Of their grievance lodged in a US District Courtroom in New York on Could 19, James and Denton accused UMG of partaking in “self-interested and heavy-handed techniques” to dam them from exercising their termination rights below copyright regulation. They need to regain management of their early catalog, which options hits like Push It, Let’s Discuss About Intercourse, and Shoop.

Their lawsuit facilities on Part 203 of the Copyright Act, which provides creators the correct to reclaim their work 35 years after initially transferring the rights, offered they’ve correctly submitted termination notices.

“While you’re an artist, to start with, you signal a contract saying that the copyrights will revert again to you after 35 years. And we’ve completed all of the issues legally to get our copyrights again. However they’re simply refusing, so we needed to sue them.”

Cheryl James, Salt-N-Pepa

The 2 mentioned they served termination notices in 2022, “desirous to retake full possession of their artwork and legacy.” Nonetheless, they mentioned UMG has refused to acknowledge their validity, claiming the recordings have been “works made for rent.”

In response to Salt-N-Pepa’s grievance, UMG retaliated by eradicating the music from streaming platforms in Could 2024.

James instructed GMA: “While you’re an artist, to start with, you signal a contract saying that the copyrights will revert again to you after 35 years. And we’ve completed all of the issues legally to get our copyrights again. However they’re simply refusing, so we needed to sue them.”

Denton added: “It’s the regulation. That’s what it actually boils right down to. It’s the regulation.”

UMG has already filed a movement to dismiss the lawsuit. Again in Could, a spokesperson for the music large instructed MBW: “Salt-N-Pepa’s personal authorized filings reveal the repeated makes an attempt we’ve got made to resolve this matter amicably (together with gives to enter right into a mediation) ever for the reason that artists served an invalid termination discover.”

“Clearly, the artists’ authorized counsel thinks they’ll use the specter of damaging media protection from the lawsuit to attain their unreasonable calls for. Regardless of this, and in step with our longstanding follow, we stay dedicated to working in the direction of an amicable decision.”

“Clearly, it’s one thing. They wanna hold it. They wanna maintain onto it. They usually’re tryin’ to struggle us. So, clearly, they perceive what’s the price of that.”

Sandra Denton, Salt-N-Pepa

Salt-N-Pepa had earlier argued that UMG has refused to acknowledge the validity of their possession, claiming the recordings have been “works made for rent.”

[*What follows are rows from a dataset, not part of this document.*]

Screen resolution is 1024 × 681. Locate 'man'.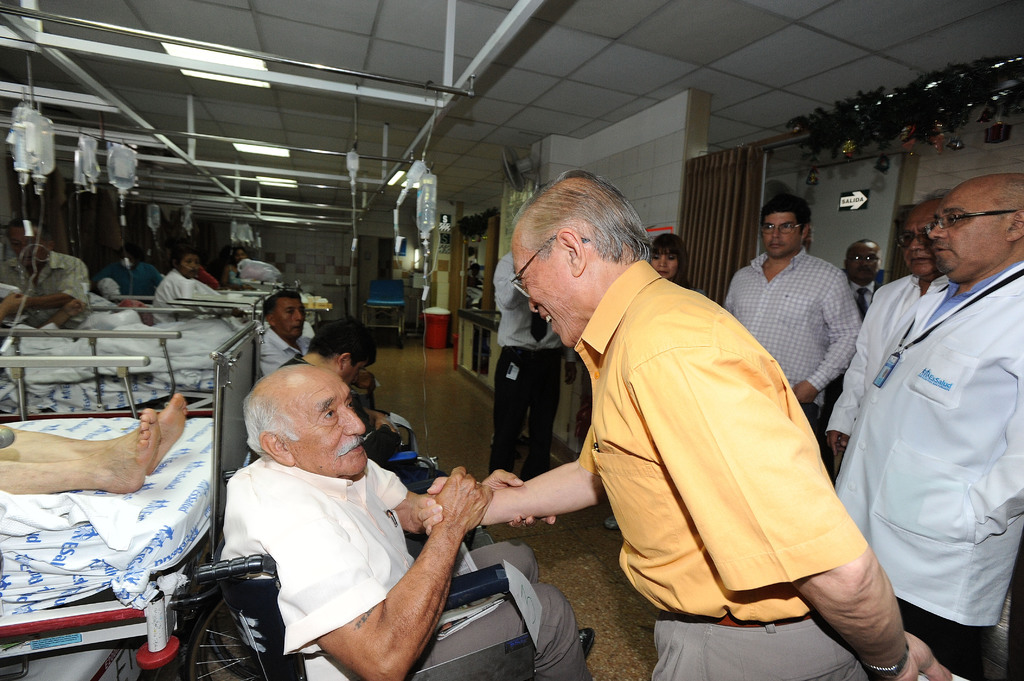
<region>276, 314, 447, 493</region>.
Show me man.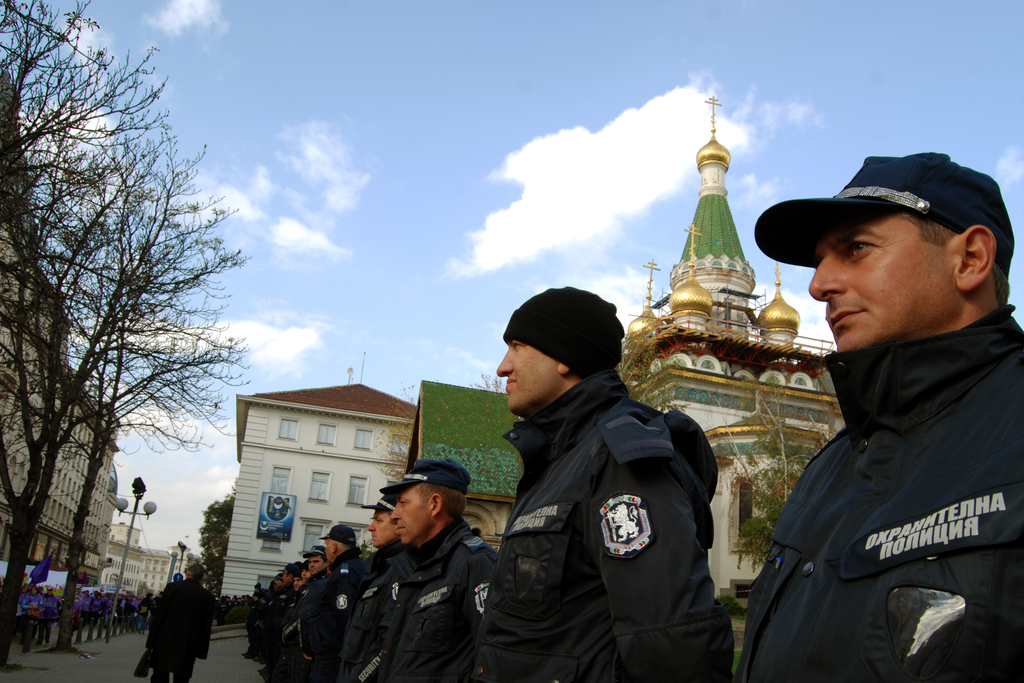
man is here: x1=472 y1=284 x2=737 y2=682.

Chatting with GMA, James mentioned: “We didn’t have that leverage. We didn’t have that information. We didn’t have that management within the ’80s. And so, to be held to a contract from 1985, and 40 years later, it’s, like, ridiculous.”

In the meantime, Denton urged that UMG’s resistance is because of the worth of their catalog, telling GMA that the label is holding onto their music as a result of they know its “value.”

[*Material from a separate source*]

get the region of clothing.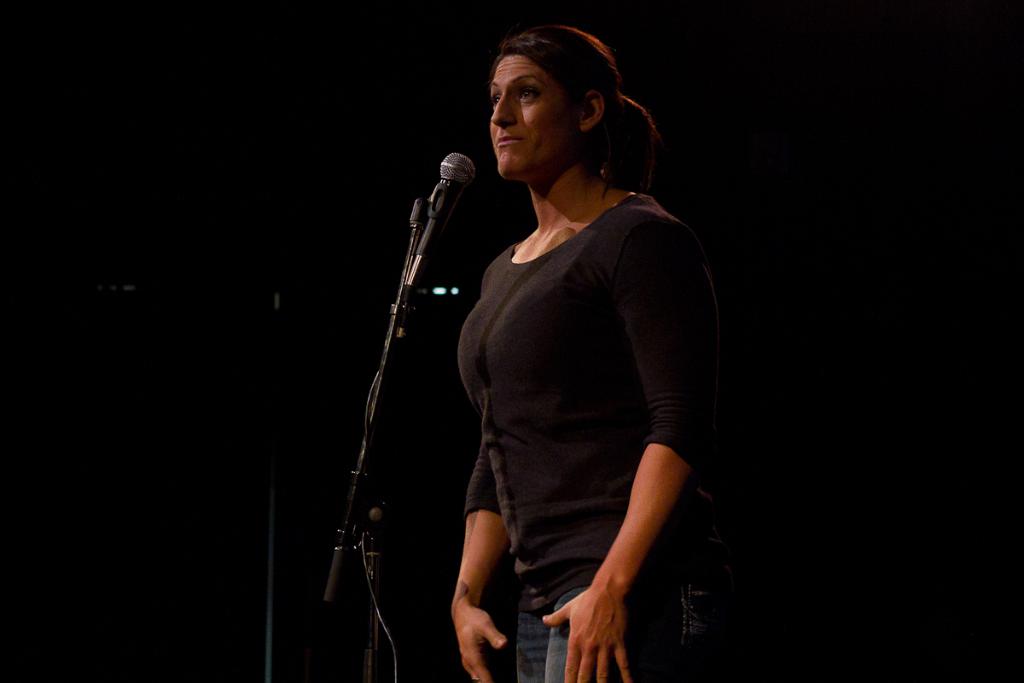
bbox(451, 114, 729, 641).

Denton claimed: “Clearly, it’s one thing. They wanna hold it. They wanna maintain onto it. They usually’re tryin’ to struggle us. So, clearly, they perceive what’s the price of that.”

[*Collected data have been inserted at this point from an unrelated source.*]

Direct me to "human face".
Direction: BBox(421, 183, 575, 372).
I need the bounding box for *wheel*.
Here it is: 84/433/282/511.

Salt-N-Pepa’s lawsuit in opposition to UMG is amongst a sequence of lawsuits between legacy artists and main labels over copyright reversion rights.  In 2023, a New York federal decide denied class-action standing for a case filed by singer John Waite and fellow artists, claiming that UMG and Sony Music Leisure had blocked them from reclaiming their copyright transfers utilizing the 35-year rule.

That very same yr, Warner Music Group reached a settlement with Scottish group The Jesus and Mary Chain over allegations that WMG had“refused to conform” with their request to reclaim their copyrights below Part 203.

The next yr noticed Sony Music resolve an analogous lawsuit filed by David Johansen from the New York Dolls, “Southside Johnny” John Lyon, and Paul Collins. Throughout the identical interval, a Florida jury decided that 2 Stay Crew members might reclaim their grasp recording rights of their authorized battle in opposition to Lil’ Joe Data.

Comparable authorized conflicts have concerned artists together with singer-songwriter Syd Strawmembers of bands like The Dickies and The Dream Syndicate, and Paul McCartney.